Closed claman closed 1 year ago
Not sure what is going on here, so a minimal working example would help. If you are on the CLI (e.g. bash) with a small, simple .bib
file called test.bib
, and you type:
bibtex-ls test.bib
You should see a printout of the full list of items in that file, nicely formatted (you might then pipe this list to fzf).
By default, bibtex-ls uses the system tmp directory for storing a cache. You can force this cache to be elsewhere by using the -cache
option (typically something you'd want to do in vim/neovim which make their own assumptions about where to store temporary files). If you type:
bibtex-ls -cache=. test.bib
Should give you the same printout, and you will find 2 cache files stored in the current directory (which you can delete if you don't plan to keep calling bibtex-ls with them there).
Let me know how you get on with both of those tests.
Sorry for not including a small test earlier! Pulling in 3 citations and running bibtex-ls test.bib
works as expected, as does the caching option.
Here's the working test.bib:
@incollection{Skoie2012corpTib,
author = {Skoie, Mathilde},
booktitle = {{A Companion to Roman Love Elegy}},
date-added = {2023-07-16 08:29:42 +0300},
date-modified = {2023-07-16 15:13:20 +0300},
editor = {Barbara K. Gold},
location = {Malden, MA},
pages = {86-100},
publisher = {Blackwell Publishing},
title = {\emph{Corpus Tibullianum}, Book 3},
year = {2012}}
@article{SullivanHickel2023poverty,
author = {Dylan Sullivan and Jason Hickel},
date-added = {2023-06-30 12:48:31 +0300},
date-modified = {2023-07-01 18:42:59 +0300},
doi = {10.1016/j.worlddev.2022.106026},
journaltitle = {World Development},
pages = {1-18},
title = {Capitalism and extreme poverty: A global analysis of real wages, human height, and mortality since the long 16th century},
volume = {161},
year = {2023}}
@article{DaltonEtAl2023nile,
author = {Matthew Dalton and Neal Spencer and Mark G. Macklin and Jamie C. Woodward and Philippa Ryan},
date-added = {2023-06-30 12:48:30 +0300},
date-modified = {2023-07-01 18:47:19 +0300},
journaltitle = {Geoarchaeology},
pages = {1-23},
title = {Three thousand years of river channel engineering in the Nile Valley},
year = {2023}}
The thing that's confusing me is that running bibtex-ls
on my full .bib
file (1000+ citations) just hangs -- I've had the process running for the last few minutes without any apparent progress or changes -- but pulling that same file up in vim using \c
works quickly and as expected.
That is a bit strange. It must be a parsing error with your larger bib file. There must something different about the error handling of your CLI vs vim that explains the difference in behaviour. Easiest way to find the issue is to progressively bisect the bib file (i.e. run it on first 500 entries, then 2nd 500 entries, then on the 250 entries that generate issues, etc.). Run the CLI on each one until you find the entry or entries that are causing it to choke.
An alternative way of tackling the problem is to run bibtool
directly on your file as it has excellent error reporting on ill formed entries: https://github.com/msprev/fzf-bibtex#errors
It turns out the running bibtool
directly on the file did the trick! I had two entries listed with entry type collection
and changing those to the book
type fixedthe problem. I'm not entirely sure why since the bibtool
lists that as an officially supported type. It might have something to do with the capitalization in my file vs. what the program is trying to parse...regardless, I'm glad that I've resolved the issue. Thank you for the help!
I was experiencing the same issue with both the CLI tools and within vim, but then specified the cache directory in my .vimrc and resolved the problem -- but only inside vim.
Trying to run bibtex-ls or the other commands as listed in the readme does launch fzf, but with no input. Trying to run bibtex-ls with the
-cache
option results in an error because there is no .lock file. How do I generate one? Or is there another configuration option that I've missed?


[The task]:
Each record needs to be retyped exactly, though its pictures should not appear.

##### Material for this task

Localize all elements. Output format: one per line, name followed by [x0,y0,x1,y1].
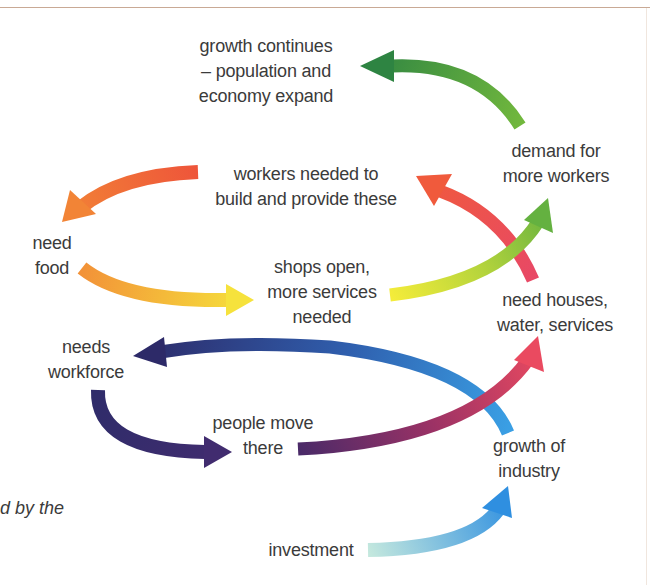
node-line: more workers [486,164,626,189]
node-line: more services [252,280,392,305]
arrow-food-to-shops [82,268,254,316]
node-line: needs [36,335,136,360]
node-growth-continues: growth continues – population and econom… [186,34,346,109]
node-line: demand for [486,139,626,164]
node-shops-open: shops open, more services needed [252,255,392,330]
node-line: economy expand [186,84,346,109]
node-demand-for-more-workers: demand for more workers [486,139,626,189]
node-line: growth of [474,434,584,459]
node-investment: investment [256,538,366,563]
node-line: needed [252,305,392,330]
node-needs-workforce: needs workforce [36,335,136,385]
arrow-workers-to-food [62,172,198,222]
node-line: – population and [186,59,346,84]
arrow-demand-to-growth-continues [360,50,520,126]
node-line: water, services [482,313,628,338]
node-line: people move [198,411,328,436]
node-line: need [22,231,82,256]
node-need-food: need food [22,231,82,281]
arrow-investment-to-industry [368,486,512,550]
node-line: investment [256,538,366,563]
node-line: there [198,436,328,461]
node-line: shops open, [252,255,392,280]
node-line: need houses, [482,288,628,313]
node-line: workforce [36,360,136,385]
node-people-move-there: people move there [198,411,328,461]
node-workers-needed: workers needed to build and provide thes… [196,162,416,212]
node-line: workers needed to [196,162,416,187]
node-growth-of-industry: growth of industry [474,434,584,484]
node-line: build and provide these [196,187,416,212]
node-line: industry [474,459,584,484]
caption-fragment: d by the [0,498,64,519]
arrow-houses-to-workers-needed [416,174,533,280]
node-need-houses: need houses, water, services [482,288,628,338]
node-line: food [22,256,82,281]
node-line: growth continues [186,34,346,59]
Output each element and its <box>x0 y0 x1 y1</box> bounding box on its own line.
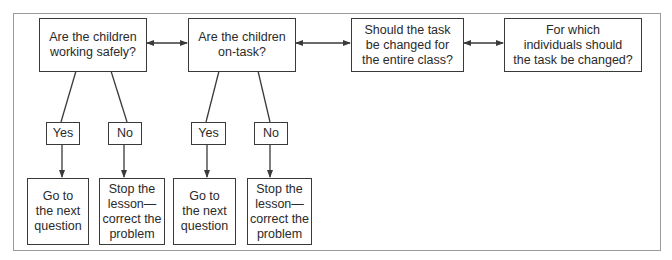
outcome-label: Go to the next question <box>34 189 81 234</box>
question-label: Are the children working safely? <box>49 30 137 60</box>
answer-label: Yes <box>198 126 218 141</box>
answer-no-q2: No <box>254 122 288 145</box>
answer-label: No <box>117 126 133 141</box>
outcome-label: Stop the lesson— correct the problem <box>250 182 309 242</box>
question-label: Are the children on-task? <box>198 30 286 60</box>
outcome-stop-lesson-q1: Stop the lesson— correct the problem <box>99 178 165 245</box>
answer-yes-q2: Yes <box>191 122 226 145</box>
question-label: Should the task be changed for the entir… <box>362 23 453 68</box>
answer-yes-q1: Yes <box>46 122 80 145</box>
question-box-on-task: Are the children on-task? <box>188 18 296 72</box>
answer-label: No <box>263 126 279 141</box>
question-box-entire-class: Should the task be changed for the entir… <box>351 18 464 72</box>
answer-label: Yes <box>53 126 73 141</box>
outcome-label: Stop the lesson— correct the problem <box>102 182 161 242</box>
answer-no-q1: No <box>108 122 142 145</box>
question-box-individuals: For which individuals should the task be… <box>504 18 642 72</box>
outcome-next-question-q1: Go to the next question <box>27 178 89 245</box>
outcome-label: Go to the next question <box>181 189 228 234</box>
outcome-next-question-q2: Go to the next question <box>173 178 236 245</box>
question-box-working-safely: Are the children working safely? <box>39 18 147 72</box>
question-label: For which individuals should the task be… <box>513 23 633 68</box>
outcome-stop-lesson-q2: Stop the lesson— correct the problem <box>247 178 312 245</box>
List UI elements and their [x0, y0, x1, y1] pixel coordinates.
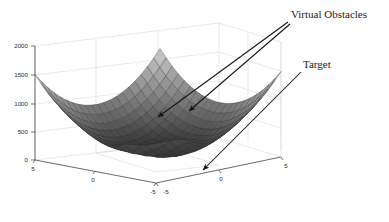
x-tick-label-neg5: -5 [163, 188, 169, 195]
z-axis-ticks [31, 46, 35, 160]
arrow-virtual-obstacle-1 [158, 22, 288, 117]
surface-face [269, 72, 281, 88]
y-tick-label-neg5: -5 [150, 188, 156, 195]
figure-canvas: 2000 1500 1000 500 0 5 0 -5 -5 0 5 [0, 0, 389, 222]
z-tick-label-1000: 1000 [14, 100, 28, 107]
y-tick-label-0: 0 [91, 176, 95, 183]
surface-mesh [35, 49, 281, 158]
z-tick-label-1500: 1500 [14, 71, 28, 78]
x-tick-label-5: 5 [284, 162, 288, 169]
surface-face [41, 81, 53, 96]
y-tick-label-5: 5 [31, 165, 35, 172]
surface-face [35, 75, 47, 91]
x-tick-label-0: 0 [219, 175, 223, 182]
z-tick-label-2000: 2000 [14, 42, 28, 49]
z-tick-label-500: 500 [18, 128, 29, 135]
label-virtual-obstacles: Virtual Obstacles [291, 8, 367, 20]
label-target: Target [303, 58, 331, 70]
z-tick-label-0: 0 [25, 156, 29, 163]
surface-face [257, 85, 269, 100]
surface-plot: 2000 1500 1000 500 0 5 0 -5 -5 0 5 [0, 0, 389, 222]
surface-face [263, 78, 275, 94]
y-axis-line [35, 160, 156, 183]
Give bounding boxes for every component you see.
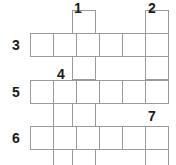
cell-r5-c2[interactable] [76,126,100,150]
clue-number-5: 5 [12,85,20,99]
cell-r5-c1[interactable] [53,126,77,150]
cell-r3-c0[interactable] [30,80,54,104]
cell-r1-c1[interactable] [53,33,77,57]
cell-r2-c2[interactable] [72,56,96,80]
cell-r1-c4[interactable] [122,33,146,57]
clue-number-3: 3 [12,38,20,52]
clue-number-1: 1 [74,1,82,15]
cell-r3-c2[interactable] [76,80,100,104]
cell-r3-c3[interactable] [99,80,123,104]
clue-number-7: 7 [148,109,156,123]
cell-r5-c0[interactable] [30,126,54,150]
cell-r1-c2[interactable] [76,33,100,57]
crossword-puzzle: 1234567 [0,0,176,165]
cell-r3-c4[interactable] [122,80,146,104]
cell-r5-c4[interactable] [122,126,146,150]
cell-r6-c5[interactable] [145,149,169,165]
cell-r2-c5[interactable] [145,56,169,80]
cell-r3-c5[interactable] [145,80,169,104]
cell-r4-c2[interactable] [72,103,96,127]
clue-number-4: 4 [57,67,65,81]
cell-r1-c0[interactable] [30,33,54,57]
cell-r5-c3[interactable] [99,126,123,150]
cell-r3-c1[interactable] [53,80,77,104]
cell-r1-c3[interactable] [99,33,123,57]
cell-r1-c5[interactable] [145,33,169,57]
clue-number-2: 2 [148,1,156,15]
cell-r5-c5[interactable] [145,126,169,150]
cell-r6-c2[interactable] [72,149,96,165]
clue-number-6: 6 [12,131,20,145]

##########

[Solution for this exercise]:
Localize all elements. Output format: one per line, name followed by [x0,y0,x1,y1].
node-line: more workers [486,164,626,189]
node-line: more services [252,280,392,305]
arrow-food-to-shops [82,268,254,316]
node-line: needs [36,335,136,360]
node-growth-continues: growth continues – population and econom… [186,34,346,109]
node-line: demand for [486,139,626,164]
node-shops-open: shops open, more services needed [252,255,392,330]
node-line: economy expand [186,84,346,109]
node-demand-for-more-workers: demand for more workers [486,139,626,189]
node-line: growth of [474,434,584,459]
node-investment: investment [256,538,366,563]
node-line: needed [252,305,392,330]
node-needs-workforce: needs workforce [36,335,136,385]
arrow-workers-to-food [62,172,198,222]
node-line: – population and [186,59,346,84]
arrow-demand-to-growth-continues [360,50,520,126]
node-line: water, services [482,313,628,338]
node-line: people move [198,411,328,436]
node-line: need [22,231,82,256]
node-need-food: need food [22,231,82,281]
arrow-investment-to-industry [368,486,512,550]
node-line: investment [256,538,366,563]
node-line: there [198,436,328,461]
node-line: shops open, [252,255,392,280]
node-line: need houses, [482,288,628,313]
node-line: workforce [36,360,136,385]
node-people-move-there: people move there [198,411,328,461]
node-workers-needed: workers needed to build and provide thes… [196,162,416,212]
node-line: workers needed to [196,162,416,187]
node-growth-of-industry: growth of industry [474,434,584,484]
node-line: build and provide these [196,187,416,212]
node-line: industry [474,459,584,484]
caption-fragment: d by the [0,498,64,519]
arrow-houses-to-workers-needed [416,174,533,280]
node-need-houses: need houses, water, services [482,288,628,338]
node-line: food [22,256,82,281]
node-line: growth continues [186,34,346,59]
Output each element and its <box>x0 y0 x1 y1</box> bounding box on its own line.
outcome-label: Go to the next question <box>34 189 81 234</box>
question-label: Are the children working safely? <box>49 30 137 60</box>
answer-label: Yes <box>198 126 218 141</box>
answer-no-q2: No <box>254 122 288 145</box>
answer-label: No <box>117 126 133 141</box>
outcome-label: Stop the lesson— correct the problem <box>250 182 309 242</box>
question-label: Are the children on-task? <box>198 30 286 60</box>
outcome-stop-lesson-q1: Stop the lesson— correct the problem <box>99 178 165 245</box>
answer-yes-q2: Yes <box>191 122 226 145</box>
question-label: Should the task be changed for the entir… <box>362 23 453 68</box>
answer-yes-q1: Yes <box>46 122 80 145</box>
question-box-on-task: Are the children on-task? <box>188 18 296 72</box>
answer-label: No <box>263 126 279 141</box>
question-box-entire-class: Should the task be changed for the entir… <box>351 18 464 72</box>
answer-label: Yes <box>53 126 73 141</box>
outcome-label: Stop the lesson— correct the problem <box>102 182 161 242</box>
answer-no-q1: No <box>108 122 142 145</box>
question-box-individuals: For which individuals should the task be… <box>504 18 642 72</box>
outcome-next-question-q1: Go to the next question <box>27 178 89 245</box>
outcome-label: Go to the next question <box>181 189 228 234</box>
outcome-next-question-q2: Go to the next question <box>173 178 236 245</box>
question-box-working-safely: Are the children working safely? <box>39 18 147 72</box>
question-label: For which individuals should the task be… <box>513 23 633 68</box>
outcome-stop-lesson-q2: Stop the lesson— correct the problem <box>247 178 312 245</box>
List UI elements and their [x0, y0, x1, y1] pixel coordinates.
x-tick-label-neg5: -5 [163, 188, 169, 195]
z-axis-ticks [31, 46, 35, 160]
arrow-virtual-obstacle-1 [158, 22, 288, 117]
surface-face [269, 72, 281, 88]
y-tick-label-neg5: -5 [150, 188, 156, 195]
figure-canvas: 2000 1500 1000 500 0 5 0 -5 -5 0 5 [0, 0, 389, 222]
z-tick-label-1000: 1000 [14, 100, 28, 107]
y-tick-label-0: 0 [91, 176, 95, 183]
surface-mesh [35, 49, 281, 158]
z-tick-label-1500: 1500 [14, 71, 28, 78]
x-tick-label-5: 5 [284, 162, 288, 169]
surface-face [41, 81, 53, 96]
y-tick-label-5: 5 [31, 165, 35, 172]
surface-face [35, 75, 47, 91]
x-tick-label-0: 0 [219, 175, 223, 182]
z-tick-label-2000: 2000 [14, 42, 28, 49]
z-tick-label-500: 500 [18, 128, 29, 135]
label-virtual-obstacles: Virtual Obstacles [291, 8, 367, 20]
label-target: Target [303, 58, 331, 70]
z-tick-label-0: 0 [25, 156, 29, 163]
surface-face [257, 85, 269, 100]
surface-plot: 2000 1500 1000 500 0 5 0 -5 -5 0 5 [0, 0, 389, 222]
surface-face [263, 78, 275, 94]
y-axis-line [35, 160, 156, 183]
Give bounding boxes for every component you see.
cell-r5-c2[interactable] [76,126,100,150]
clue-number-5: 5 [12,85,20,99]
cell-r5-c1[interactable] [53,126,77,150]
cell-r3-c0[interactable] [30,80,54,104]
cell-r1-c1[interactable] [53,33,77,57]
cell-r2-c2[interactable] [72,56,96,80]
cell-r1-c4[interactable] [122,33,146,57]
clue-number-3: 3 [12,38,20,52]
clue-number-1: 1 [74,1,82,15]
cell-r3-c2[interactable] [76,80,100,104]
cell-r3-c3[interactable] [99,80,123,104]
clue-number-7: 7 [148,109,156,123]
cell-r5-c0[interactable] [30,126,54,150]
cell-r1-c2[interactable] [76,33,100,57]
crossword-puzzle: 1234567 [0,0,176,165]
cell-r3-c4[interactable] [122,80,146,104]
cell-r5-c4[interactable] [122,126,146,150]
cell-r6-c5[interactable] [145,149,169,165]
cell-r2-c5[interactable] [145,56,169,80]
cell-r3-c5[interactable] [145,80,169,104]
cell-r4-c2[interactable] [72,103,96,127]
clue-number-4: 4 [57,67,65,81]
cell-r1-c0[interactable] [30,33,54,57]
cell-r5-c3[interactable] [99,126,123,150]
cell-r3-c1[interactable] [53,80,77,104]
cell-r1-c3[interactable] [99,33,123,57]
cell-r1-c5[interactable] [145,33,169,57]
clue-number-2: 2 [148,1,156,15]
cell-r5-c5[interactable] [145,126,169,150]
cell-r6-c2[interactable] [72,149,96,165]
clue-number-6: 6 [12,131,20,145]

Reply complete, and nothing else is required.